Lonnie Bunch III, head of the Smithsonian Institution and a former Oak Parker, is navigating threats to the organization as President Donald Trump works to expand his influence there while attempting to take control of how American history is defined.
Bunch lived in Oak Park early this century when he served as president of the Chicago Historical Society from 2001 to 2005. He left Chicago that year when he was recruited to return to the Smithsonian with the mammoth challenge of inventing and building the National Museum of African American History and Culture at the Washington D.C. institution.
In 2019 he became head of the entire Smithsonian, a behemoth of 21 museums plus the National Zoo.
When the African American museum opened to great fanfare 11 years later, Bunch described his feelings as he left Oak Park to drive to Washington in July 2005. “The trip gave me plenty of time to ponder whether I’d made the right decision. After all, I loved Chicago, my home in Oak Park, and my job as president of the Chicago Historical Society. But it was too late to turn back.”
On Friday, a day after Trump signed another executive order, this one directing Vice President J.D. Vance to work with the museum’s board on “issues related to content,” Bunch sent a message to his staff. In the memo he acknowledged the president’s executive order, and said he would work with its Board of Regents but emphasized that the Smithsonian would remain true to its history of scholarly independence.
In a lengthy interview with The New Yorker in 2024, Bunch discussed this potential moment after years of negotiating the increasingly polarized politics of Washington and a growing focus on redefining American history.
“This is one of the most partisan times that we’ve had, definitely in my lifetime. I would argue it’s the most partisan time since the Civil War,” he told the magazine.
Asked if the Smithsonian could move ahead with planning for two new museums, one focused on the history of Latinos in America and the other on women, regardless of who won last November’s presidential election, he said, “The Smithsonian has always been able to rise above the political moment. I don’t see anything that stops that process.”
Bunch was also asked how long he would serve as secretary of the Smithsonian. “Probably as long as I want, unless they throw me out.”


About this exercise:
Restate the entries word for word, leaving nothing out.
[Start of section]
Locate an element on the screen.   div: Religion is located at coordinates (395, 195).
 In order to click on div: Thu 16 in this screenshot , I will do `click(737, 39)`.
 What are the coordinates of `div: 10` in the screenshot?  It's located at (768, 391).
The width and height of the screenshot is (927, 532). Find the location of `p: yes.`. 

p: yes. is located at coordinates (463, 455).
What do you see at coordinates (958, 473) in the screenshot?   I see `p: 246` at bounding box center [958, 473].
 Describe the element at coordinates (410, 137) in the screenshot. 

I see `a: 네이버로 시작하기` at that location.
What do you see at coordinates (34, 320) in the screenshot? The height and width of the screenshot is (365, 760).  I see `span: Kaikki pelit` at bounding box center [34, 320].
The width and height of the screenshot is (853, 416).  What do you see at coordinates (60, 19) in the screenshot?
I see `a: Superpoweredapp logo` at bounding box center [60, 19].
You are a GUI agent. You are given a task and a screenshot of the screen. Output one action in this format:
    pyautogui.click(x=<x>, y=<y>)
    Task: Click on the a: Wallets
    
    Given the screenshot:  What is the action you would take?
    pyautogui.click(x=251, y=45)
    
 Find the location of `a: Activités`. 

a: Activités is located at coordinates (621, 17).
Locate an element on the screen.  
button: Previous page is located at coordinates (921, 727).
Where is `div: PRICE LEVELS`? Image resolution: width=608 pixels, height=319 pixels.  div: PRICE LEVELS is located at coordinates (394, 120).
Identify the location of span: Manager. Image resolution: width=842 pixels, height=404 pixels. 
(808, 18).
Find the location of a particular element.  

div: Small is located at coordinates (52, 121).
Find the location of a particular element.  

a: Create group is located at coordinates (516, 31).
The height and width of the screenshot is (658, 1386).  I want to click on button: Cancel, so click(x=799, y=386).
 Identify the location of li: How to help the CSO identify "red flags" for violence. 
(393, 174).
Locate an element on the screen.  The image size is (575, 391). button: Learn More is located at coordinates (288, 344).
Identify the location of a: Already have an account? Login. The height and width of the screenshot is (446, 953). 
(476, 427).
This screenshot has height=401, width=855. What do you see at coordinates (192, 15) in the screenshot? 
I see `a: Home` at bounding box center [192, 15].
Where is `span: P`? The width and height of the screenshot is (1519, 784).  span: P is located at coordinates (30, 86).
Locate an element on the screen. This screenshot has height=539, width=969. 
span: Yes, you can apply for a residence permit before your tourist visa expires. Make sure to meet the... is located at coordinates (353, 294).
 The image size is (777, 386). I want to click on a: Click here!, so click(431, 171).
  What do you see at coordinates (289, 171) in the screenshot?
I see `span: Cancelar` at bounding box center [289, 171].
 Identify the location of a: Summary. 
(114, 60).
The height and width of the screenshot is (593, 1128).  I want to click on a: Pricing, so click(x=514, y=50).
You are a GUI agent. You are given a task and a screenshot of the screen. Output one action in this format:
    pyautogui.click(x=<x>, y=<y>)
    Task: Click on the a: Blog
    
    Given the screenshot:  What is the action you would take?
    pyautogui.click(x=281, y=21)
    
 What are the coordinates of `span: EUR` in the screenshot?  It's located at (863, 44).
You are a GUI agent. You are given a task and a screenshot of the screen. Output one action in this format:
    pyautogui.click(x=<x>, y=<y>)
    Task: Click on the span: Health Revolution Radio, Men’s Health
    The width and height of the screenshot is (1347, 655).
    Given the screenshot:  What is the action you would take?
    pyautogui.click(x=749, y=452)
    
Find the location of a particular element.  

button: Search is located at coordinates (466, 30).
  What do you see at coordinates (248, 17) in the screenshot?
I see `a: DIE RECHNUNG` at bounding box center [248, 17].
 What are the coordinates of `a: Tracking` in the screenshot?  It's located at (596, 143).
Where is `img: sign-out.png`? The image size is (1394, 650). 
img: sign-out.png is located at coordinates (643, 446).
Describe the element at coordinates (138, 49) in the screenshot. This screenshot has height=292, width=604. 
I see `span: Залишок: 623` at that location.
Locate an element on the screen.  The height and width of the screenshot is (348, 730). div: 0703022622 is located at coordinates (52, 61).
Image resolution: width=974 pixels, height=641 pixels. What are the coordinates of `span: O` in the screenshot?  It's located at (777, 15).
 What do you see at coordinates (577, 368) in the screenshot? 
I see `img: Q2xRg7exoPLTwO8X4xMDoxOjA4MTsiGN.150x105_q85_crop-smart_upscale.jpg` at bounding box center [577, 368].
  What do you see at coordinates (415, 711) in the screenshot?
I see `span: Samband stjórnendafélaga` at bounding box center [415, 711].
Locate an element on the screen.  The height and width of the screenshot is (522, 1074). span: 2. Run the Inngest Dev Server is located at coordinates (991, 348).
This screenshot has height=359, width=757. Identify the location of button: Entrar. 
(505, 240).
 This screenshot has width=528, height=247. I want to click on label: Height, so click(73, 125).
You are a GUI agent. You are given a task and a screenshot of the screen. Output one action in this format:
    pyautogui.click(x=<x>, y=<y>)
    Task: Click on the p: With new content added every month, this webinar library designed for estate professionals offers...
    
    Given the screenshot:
[End of section]
Response to this exercise:
Locate an element on the screen.   div: Religion is located at coordinates (395, 195).
 In order to click on div: Thu 16 in this screenshot , I will do `click(737, 39)`.
 What are the coordinates of `div: 10` in the screenshot?  It's located at (768, 391).
The width and height of the screenshot is (927, 532). Find the location of `p: yes.`. 

p: yes. is located at coordinates (463, 455).
What do you see at coordinates (958, 473) in the screenshot?   I see `p: 246` at bounding box center [958, 473].
 Describe the element at coordinates (410, 137) in the screenshot. 

I see `a: 네이버로 시작하기` at that location.
What do you see at coordinates (34, 320) in the screenshot? The height and width of the screenshot is (365, 760).  I see `span: Kaikki pelit` at bounding box center [34, 320].
The width and height of the screenshot is (853, 416).  What do you see at coordinates (60, 19) in the screenshot?
I see `a: Superpoweredapp logo` at bounding box center [60, 19].
You are a GUI agent. You are given a task and a screenshot of the screen. Output one action in this format:
    pyautogui.click(x=<x>, y=<y>)
    Task: Click on the a: Wallets
    
    Given the screenshot:  What is the action you would take?
    pyautogui.click(x=251, y=45)
    
 Find the location of `a: Activités`. 

a: Activités is located at coordinates (621, 17).
Locate an element on the screen.  
button: Previous page is located at coordinates (921, 727).
Where is `div: PRICE LEVELS`? Image resolution: width=608 pixels, height=319 pixels.  div: PRICE LEVELS is located at coordinates (394, 120).
Identify the location of span: Manager. Image resolution: width=842 pixels, height=404 pixels. 
(808, 18).
Find the location of a particular element.  

div: Small is located at coordinates (52, 121).
Find the location of a particular element.  

a: Create group is located at coordinates (516, 31).
The height and width of the screenshot is (658, 1386).  I want to click on button: Cancel, so click(x=799, y=386).
 Identify the location of li: How to help the CSO identify "red flags" for violence. 
(393, 174).
Locate an element on the screen.  The image size is (575, 391). button: Learn More is located at coordinates (288, 344).
Identify the location of a: Already have an account? Login. The height and width of the screenshot is (446, 953). 
(476, 427).
This screenshot has height=401, width=855. What do you see at coordinates (192, 15) in the screenshot? 
I see `a: Home` at bounding box center [192, 15].
Where is `span: P`? The width and height of the screenshot is (1519, 784).  span: P is located at coordinates (30, 86).
Locate an element on the screen. This screenshot has height=539, width=969. 
span: Yes, you can apply for a residence permit before your tourist visa expires. Make sure to meet the... is located at coordinates (353, 294).
 The image size is (777, 386). I want to click on a: Click here!, so click(431, 171).
  What do you see at coordinates (289, 171) in the screenshot?
I see `span: Cancelar` at bounding box center [289, 171].
 Identify the location of a: Summary. 
(114, 60).
The height and width of the screenshot is (593, 1128).  I want to click on a: Pricing, so click(x=514, y=50).
You are a GUI agent. You are given a task and a screenshot of the screen. Output one action in this format:
    pyautogui.click(x=<x>, y=<y>)
    Task: Click on the a: Blog
    
    Given the screenshot:  What is the action you would take?
    pyautogui.click(x=281, y=21)
    
 What are the coordinates of `span: EUR` in the screenshot?  It's located at (863, 44).
You are a GUI agent. You are given a task and a screenshot of the screen. Output one action in this format:
    pyautogui.click(x=<x>, y=<y>)
    Task: Click on the span: Health Revolution Radio, Men’s Health
    The width and height of the screenshot is (1347, 655).
    Given the screenshot:  What is the action you would take?
    pyautogui.click(x=749, y=452)
    
Find the location of a particular element.  

button: Search is located at coordinates (466, 30).
  What do you see at coordinates (248, 17) in the screenshot?
I see `a: DIE RECHNUNG` at bounding box center [248, 17].
 What are the coordinates of `a: Tracking` in the screenshot?  It's located at (596, 143).
Where is `img: sign-out.png`? The image size is (1394, 650). 
img: sign-out.png is located at coordinates (643, 446).
Describe the element at coordinates (138, 49) in the screenshot. This screenshot has height=292, width=604. 
I see `span: Залишок: 623` at that location.
Locate an element on the screen.  The height and width of the screenshot is (348, 730). div: 0703022622 is located at coordinates (52, 61).
Image resolution: width=974 pixels, height=641 pixels. What are the coordinates of `span: O` in the screenshot?  It's located at (777, 15).
 What do you see at coordinates (577, 368) in the screenshot? 
I see `img: Q2xRg7exoPLTwO8X4xMDoxOjA4MTsiGN.150x105_q85_crop-smart_upscale.jpg` at bounding box center [577, 368].
  What do you see at coordinates (415, 711) in the screenshot?
I see `span: Samband stjórnendafélaga` at bounding box center [415, 711].
Locate an element on the screen.  The height and width of the screenshot is (522, 1074). span: 2. Run the Inngest Dev Server is located at coordinates (991, 348).
This screenshot has height=359, width=757. Identify the location of button: Entrar. 
(505, 240).
 This screenshot has width=528, height=247. I want to click on label: Height, so click(73, 125).
You are a GUI agent. You are given a task and a screenshot of the screen. Output one action in this format:
    pyautogui.click(x=<x>, y=<y>)
    Task: Click on the p: With new content added every month, this webinar library designed for estate professionals offers...
    
    Given the screenshot:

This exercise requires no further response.